To help the El Cajon Police Department in a pilot project to maximize the effectiveness of existing police department staff, the city’s smart initiative El Cajon 2.O is requesting Request for Innovation. Its interest is ways to utilize artificial intelligence, drones, sensors, other new technology to improve the police department’s efficiency in its ability to respond to calls, be alerted when crime is suspected in a public space, or to aid in the investigation of reported crimes.
IT Director Sara Diaz said that the Request for Innovation is part of the city’s process for community, vendor, and stakeholder involvement in its Smart City process and in this case, it is focusing on public safety, ideas that will make the police more efficient, or make the community feel safer.
“City employees may know what they need but there are also people in the community that may have great ideas for new ways that we might accomplish our strategic goals,” she said. “We are putting out this request. Anyone can participate and give us ideas that we can explore as a city, to see if they can implement.”
Diaz said it is like a Request for Proposal for ideas, just a little less formal, and that the objective is to collect ideas, present them before a committee and see if any resonate or that are implementable.
“The idea is to go from this step to then finding solutions to see if we can pilot them or try them out for a short period of time and see if they really make an impact,” she said. “If so, then we start figuring out how to budget and pay for these things long term.”
Diaz said the idea with the Smart City is to cast a “wider net for ideas.”
“There may be ideas that we may not have thought of,” said Diaz. “That does not mean that they are not valid or not implementable. Those ideas could come from someone in the community who may know how someone is tackling the same problem in another part of the country, or another part of the world. It could be a vendor that has a new product that we have not heard about. All of these are opportunities for us to expand our horizon and think about how we protect the public.”
Diaz, who designed the system, said it is a new way to get ideas in, and she likes the ideas of pilots.
“In city procurement things can get quite expensive,” she said. “And, you do not even know if it is going to work in the end. What we are doing by casting the net wide and starting small pilot projects is double checking that a system does everything that is says it is going to do, and everything that we need it to do before we make those big investments. I think it is a way to be smarter with the limited funds that we have as a city.”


> Work request:
Report how many lines below include "Buscar", giving the figure alone.

Data about app and page elements:
• • •
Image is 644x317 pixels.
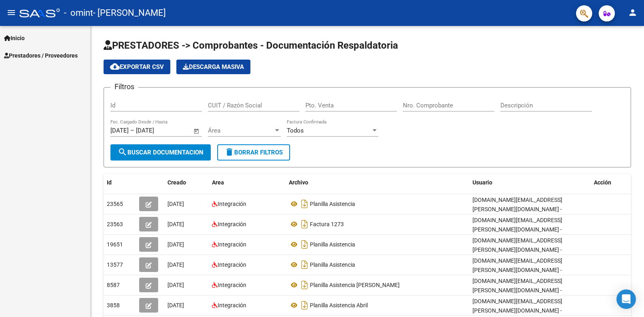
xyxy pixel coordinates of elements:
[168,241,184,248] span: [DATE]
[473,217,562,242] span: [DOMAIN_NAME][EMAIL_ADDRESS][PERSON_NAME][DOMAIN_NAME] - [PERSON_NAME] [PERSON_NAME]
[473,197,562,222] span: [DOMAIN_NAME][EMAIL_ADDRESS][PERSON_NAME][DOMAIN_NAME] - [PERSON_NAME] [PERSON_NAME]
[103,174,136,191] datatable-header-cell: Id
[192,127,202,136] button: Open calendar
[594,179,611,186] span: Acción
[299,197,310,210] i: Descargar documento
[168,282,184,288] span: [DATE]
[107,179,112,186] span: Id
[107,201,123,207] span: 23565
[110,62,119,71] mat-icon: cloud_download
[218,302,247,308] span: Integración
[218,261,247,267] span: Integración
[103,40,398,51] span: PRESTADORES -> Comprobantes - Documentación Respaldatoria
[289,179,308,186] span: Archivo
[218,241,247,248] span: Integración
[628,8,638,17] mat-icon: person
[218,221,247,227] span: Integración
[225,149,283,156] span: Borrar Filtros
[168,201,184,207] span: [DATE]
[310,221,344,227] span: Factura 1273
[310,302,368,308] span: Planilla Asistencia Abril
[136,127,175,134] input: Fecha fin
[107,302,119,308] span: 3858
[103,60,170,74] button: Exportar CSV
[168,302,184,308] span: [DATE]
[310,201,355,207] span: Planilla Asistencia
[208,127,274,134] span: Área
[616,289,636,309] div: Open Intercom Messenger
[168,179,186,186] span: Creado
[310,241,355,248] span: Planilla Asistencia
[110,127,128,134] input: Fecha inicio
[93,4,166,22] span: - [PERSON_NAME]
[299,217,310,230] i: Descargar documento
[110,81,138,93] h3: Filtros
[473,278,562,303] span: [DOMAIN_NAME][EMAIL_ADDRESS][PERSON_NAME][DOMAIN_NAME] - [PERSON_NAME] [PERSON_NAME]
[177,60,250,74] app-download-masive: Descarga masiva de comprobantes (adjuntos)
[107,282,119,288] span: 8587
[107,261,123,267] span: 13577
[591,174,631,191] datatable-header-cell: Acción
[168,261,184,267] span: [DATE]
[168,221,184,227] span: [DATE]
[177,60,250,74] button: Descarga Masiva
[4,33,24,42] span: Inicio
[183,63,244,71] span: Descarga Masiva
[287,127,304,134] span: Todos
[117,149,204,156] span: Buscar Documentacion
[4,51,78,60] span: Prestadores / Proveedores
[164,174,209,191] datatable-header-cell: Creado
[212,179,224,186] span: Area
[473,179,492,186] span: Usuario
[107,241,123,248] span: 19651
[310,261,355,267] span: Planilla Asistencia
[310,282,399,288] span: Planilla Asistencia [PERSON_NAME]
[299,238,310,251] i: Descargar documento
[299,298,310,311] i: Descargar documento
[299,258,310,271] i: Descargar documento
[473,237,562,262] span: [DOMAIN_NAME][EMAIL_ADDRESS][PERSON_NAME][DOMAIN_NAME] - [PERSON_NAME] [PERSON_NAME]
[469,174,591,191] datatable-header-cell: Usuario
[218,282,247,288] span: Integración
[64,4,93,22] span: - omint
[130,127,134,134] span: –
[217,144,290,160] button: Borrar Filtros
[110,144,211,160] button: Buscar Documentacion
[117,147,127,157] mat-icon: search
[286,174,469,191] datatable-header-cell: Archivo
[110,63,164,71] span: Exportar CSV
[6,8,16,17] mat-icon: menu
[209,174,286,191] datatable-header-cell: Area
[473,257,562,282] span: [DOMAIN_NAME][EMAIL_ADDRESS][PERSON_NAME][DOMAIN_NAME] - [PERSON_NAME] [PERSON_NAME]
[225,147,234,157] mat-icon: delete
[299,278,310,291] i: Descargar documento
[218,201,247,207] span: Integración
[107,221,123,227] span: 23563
• • •
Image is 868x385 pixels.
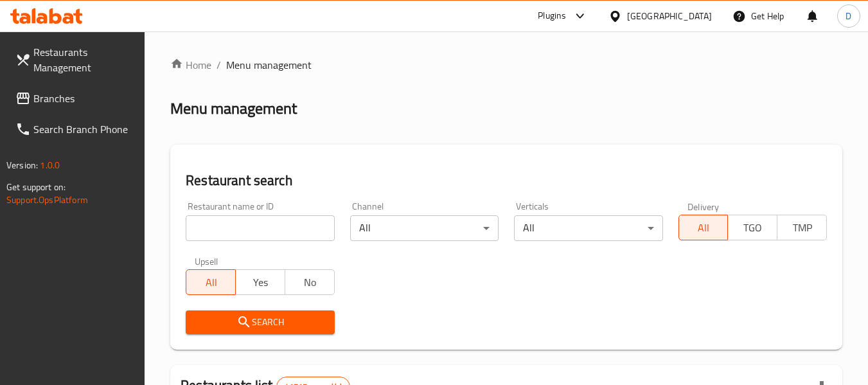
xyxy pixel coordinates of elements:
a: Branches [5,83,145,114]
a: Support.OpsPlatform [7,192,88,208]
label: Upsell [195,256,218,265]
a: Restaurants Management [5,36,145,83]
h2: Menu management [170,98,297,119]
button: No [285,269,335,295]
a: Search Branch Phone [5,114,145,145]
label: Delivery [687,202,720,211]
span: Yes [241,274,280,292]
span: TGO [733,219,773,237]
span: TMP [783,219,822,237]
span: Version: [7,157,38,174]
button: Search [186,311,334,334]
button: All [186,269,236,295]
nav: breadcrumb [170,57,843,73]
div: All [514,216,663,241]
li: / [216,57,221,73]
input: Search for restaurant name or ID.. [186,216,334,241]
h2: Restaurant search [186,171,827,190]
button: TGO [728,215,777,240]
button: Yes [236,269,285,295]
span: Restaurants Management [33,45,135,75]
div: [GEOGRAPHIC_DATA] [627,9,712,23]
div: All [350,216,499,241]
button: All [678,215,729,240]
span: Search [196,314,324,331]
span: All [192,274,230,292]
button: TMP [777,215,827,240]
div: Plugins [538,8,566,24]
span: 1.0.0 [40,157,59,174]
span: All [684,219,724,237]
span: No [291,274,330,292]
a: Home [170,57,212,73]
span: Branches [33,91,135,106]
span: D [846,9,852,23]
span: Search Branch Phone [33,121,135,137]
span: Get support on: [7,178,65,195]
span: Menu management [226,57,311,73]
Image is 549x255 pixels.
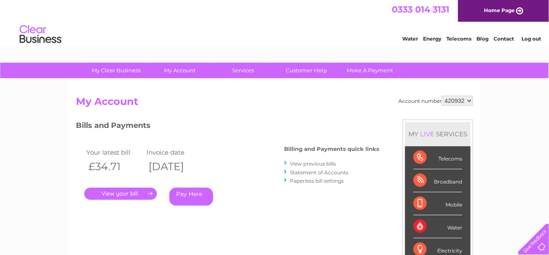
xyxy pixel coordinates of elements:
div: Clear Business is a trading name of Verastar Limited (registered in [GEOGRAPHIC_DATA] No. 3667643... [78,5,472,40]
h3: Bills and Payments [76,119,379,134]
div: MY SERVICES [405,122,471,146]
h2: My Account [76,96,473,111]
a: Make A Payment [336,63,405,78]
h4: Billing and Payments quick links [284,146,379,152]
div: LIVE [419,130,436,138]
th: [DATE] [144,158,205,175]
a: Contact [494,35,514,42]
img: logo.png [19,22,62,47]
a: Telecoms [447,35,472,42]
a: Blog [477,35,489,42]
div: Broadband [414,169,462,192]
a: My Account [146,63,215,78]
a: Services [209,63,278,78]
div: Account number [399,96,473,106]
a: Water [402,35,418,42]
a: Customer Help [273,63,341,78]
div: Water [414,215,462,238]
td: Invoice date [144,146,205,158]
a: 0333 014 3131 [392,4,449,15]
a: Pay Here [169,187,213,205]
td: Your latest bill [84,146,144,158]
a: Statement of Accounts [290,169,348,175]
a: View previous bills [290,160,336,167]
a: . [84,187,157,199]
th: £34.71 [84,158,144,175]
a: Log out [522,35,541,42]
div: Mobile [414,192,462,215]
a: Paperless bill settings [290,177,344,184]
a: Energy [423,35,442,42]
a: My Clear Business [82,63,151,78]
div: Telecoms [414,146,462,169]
• • •
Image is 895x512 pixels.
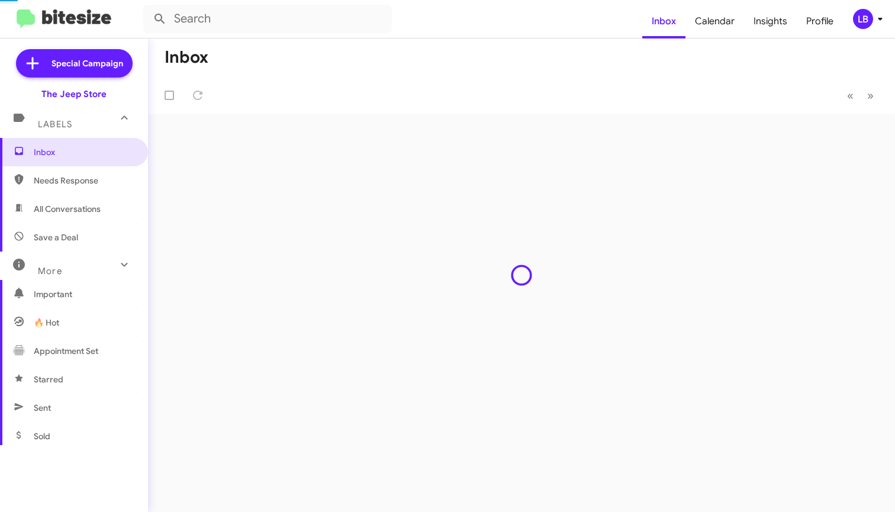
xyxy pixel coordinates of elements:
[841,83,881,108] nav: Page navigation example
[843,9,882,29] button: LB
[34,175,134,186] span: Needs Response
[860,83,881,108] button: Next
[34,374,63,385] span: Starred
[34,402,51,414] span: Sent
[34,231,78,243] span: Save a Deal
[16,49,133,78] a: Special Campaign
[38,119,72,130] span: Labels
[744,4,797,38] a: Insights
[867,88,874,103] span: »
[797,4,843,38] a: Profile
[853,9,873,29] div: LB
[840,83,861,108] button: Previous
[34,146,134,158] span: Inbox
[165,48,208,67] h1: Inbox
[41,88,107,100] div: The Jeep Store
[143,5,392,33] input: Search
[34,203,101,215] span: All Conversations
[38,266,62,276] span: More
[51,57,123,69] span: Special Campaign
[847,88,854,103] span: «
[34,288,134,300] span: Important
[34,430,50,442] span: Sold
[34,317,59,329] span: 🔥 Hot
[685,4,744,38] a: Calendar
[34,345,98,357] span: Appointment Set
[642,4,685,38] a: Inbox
• • •
> Exercise output:
2